I work in a casino that uses an application called Floor Focus, and it lets me track various bits of information about the current status of play on the floor. The issue is that we use iDevices that we can carry with us on the floor.
We have had some of these devices become “Bricked” for use in the floor focus application because the current certificate used is SHA-1 (iOS 13 requires SHA-2) and the certificate is good for 40 years (iOS13 requires 825 days or fewer). Now I am looking at needing to get a new certificate that will fall within that requirement from iOS 13 and was told the best way to do so would be to use a 3rd party company (Let’s Encrypt was mentioned as a good option) but I do not know what the next steps would be in getting this corrected. Any help/insight would be MUCH appreciated! Thanks!
I think whether you can viably use Let's Encrypt is going to depend on how the Floor Focus server is hosted. Are you running it on a casino server, or is it run by a vendor? Is it accessible from the internet or is it on an internal network only?
Most of the information you will find about Let's Encrypt is going to be relevant to operating a public website on the internet. Things can get a little complicated with more exotic use cases.
I have a suspicion that it might be easier for you to acquire a 2-3 year certificate from a commercial vendor like Digicert or Sectigo, but if you can answer some of the above questions, that would help
If possible, you could intercept the TLS and use a proxy server to satisfy the iOS 13 request requirements and leave the 40 year certified systems untouched.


The answer must consist of every line from the entries that holds the word "panel".

Extracted records START

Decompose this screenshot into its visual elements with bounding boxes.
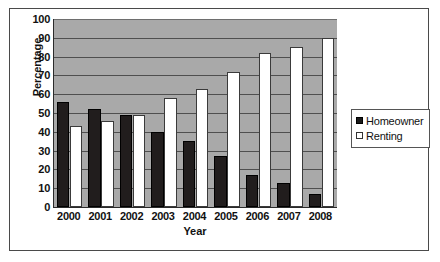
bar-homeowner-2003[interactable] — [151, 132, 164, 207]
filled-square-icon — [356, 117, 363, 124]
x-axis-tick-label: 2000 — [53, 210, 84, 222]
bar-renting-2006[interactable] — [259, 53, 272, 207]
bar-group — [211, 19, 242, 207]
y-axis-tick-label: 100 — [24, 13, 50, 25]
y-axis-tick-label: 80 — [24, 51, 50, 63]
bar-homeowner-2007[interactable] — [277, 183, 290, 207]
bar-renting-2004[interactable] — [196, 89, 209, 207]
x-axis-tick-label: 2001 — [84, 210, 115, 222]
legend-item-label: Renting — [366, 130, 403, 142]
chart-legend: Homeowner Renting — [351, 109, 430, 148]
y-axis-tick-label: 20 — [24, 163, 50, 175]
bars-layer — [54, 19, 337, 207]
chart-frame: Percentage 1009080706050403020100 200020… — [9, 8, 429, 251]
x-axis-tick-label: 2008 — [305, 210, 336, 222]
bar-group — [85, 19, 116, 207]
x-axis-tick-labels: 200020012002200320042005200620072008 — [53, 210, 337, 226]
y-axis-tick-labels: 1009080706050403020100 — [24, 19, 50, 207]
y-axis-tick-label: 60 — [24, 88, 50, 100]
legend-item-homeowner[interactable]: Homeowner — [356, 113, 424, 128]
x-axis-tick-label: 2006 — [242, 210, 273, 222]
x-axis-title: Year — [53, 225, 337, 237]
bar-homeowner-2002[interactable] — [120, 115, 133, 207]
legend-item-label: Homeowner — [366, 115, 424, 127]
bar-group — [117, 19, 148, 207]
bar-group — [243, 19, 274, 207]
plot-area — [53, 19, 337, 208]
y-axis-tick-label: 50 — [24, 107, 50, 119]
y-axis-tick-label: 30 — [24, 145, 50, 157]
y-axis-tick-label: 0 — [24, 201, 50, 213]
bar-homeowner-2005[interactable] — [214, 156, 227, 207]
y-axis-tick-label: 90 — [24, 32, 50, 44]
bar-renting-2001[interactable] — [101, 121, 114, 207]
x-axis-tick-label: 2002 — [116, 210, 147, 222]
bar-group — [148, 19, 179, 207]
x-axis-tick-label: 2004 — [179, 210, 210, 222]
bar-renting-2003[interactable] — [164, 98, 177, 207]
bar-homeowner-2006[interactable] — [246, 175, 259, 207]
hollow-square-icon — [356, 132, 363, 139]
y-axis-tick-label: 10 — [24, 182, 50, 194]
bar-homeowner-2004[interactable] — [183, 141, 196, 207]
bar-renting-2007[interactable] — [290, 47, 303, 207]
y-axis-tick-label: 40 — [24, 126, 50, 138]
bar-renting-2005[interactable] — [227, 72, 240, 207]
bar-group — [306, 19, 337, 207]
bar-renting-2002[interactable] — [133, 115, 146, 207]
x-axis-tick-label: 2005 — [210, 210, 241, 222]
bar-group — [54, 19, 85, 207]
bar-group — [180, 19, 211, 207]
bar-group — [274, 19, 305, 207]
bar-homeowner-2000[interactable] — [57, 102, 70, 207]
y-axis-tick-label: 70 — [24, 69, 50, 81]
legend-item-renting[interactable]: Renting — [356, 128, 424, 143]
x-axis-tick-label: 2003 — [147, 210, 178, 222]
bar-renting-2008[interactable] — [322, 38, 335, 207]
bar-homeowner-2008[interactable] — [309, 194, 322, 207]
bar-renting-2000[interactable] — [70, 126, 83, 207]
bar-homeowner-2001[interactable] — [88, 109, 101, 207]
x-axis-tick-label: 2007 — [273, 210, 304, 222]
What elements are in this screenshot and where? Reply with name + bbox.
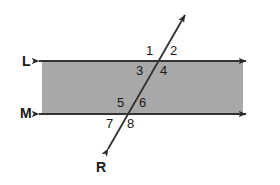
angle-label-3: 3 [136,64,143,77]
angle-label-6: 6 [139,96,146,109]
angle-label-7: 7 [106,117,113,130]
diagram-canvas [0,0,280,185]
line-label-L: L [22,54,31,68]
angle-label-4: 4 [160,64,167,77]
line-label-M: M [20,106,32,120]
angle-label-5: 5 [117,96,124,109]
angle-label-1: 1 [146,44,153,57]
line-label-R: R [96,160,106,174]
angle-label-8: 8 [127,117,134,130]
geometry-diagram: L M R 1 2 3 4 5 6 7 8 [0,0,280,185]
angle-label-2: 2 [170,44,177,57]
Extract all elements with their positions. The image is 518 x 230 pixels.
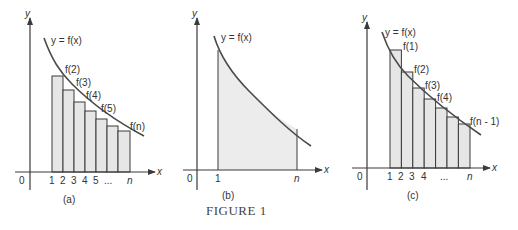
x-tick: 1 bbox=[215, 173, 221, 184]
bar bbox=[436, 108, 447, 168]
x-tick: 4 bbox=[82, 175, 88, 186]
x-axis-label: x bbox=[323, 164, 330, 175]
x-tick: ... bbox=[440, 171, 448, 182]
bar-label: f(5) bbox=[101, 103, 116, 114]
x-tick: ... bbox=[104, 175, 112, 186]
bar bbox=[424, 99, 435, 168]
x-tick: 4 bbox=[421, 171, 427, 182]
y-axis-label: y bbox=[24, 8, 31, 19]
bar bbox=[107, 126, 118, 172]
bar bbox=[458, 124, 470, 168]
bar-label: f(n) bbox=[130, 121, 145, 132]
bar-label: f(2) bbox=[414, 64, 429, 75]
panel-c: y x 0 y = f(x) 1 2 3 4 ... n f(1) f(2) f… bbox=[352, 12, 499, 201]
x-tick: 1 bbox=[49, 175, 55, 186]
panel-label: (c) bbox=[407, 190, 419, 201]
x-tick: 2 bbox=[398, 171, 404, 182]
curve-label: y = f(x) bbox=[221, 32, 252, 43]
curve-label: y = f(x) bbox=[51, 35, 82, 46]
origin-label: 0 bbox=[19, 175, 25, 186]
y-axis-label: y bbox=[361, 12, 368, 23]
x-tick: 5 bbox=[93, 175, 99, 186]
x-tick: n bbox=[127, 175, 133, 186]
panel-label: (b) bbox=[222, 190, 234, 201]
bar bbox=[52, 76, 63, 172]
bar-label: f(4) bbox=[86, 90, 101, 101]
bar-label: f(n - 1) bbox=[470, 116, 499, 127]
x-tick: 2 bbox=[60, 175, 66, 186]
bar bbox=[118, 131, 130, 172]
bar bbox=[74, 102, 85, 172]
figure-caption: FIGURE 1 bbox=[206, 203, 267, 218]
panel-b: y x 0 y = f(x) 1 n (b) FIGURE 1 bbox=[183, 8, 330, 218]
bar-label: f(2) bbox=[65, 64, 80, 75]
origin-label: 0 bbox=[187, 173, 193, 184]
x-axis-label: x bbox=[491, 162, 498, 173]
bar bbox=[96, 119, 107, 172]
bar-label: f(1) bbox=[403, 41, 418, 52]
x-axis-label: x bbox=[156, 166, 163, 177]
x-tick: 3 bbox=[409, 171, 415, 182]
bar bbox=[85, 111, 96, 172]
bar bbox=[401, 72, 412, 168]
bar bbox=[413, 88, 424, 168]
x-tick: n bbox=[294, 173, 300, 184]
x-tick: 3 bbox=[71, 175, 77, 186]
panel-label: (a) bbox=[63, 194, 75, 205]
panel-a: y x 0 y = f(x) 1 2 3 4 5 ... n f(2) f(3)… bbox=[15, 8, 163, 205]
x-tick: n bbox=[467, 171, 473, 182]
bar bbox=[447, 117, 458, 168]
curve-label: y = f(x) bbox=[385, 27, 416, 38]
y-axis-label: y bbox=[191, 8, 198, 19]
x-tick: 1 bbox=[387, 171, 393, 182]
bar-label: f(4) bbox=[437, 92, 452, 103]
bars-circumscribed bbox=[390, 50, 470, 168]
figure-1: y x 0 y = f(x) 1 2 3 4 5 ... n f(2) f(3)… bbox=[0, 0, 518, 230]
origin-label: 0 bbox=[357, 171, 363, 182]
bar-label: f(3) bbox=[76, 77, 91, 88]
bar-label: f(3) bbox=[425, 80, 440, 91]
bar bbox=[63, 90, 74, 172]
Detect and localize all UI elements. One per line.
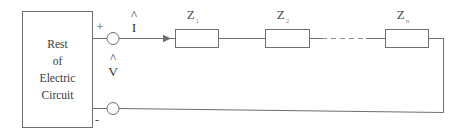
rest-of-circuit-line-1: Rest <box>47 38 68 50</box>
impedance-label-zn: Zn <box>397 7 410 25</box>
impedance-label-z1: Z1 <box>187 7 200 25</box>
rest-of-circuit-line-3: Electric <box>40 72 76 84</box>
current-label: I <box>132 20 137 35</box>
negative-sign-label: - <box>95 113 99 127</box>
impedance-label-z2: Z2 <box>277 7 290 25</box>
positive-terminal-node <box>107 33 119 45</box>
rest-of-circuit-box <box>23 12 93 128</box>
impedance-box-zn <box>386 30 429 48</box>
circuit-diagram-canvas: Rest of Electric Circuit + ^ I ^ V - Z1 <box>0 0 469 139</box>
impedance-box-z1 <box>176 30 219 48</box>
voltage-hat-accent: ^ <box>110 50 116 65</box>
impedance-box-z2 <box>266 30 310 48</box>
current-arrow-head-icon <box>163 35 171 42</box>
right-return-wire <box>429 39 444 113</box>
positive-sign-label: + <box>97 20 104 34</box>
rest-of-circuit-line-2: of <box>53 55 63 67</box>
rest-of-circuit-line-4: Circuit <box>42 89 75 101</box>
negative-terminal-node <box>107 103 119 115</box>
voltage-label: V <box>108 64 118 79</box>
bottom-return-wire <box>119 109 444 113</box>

Extracted records END

**Answer to the exercise**
panel-c: y x 0 y = f(x) 1 2 3 4 ... n f(1) f(2) f… bbox=[352, 12, 499, 201]
panel-label: (c) bbox=[407, 190, 419, 201]
panel-label: (b) bbox=[222, 190, 234, 201]
panel-b: y x 0 y = f(x) 1 n (b) FIGURE 1 bbox=[183, 8, 330, 218]
panel-label: (a) bbox=[63, 194, 75, 205]
panel-a: y x 0 y = f(x) 1 2 3 4 5 ... n f(2) f(3)… bbox=[15, 8, 163, 205]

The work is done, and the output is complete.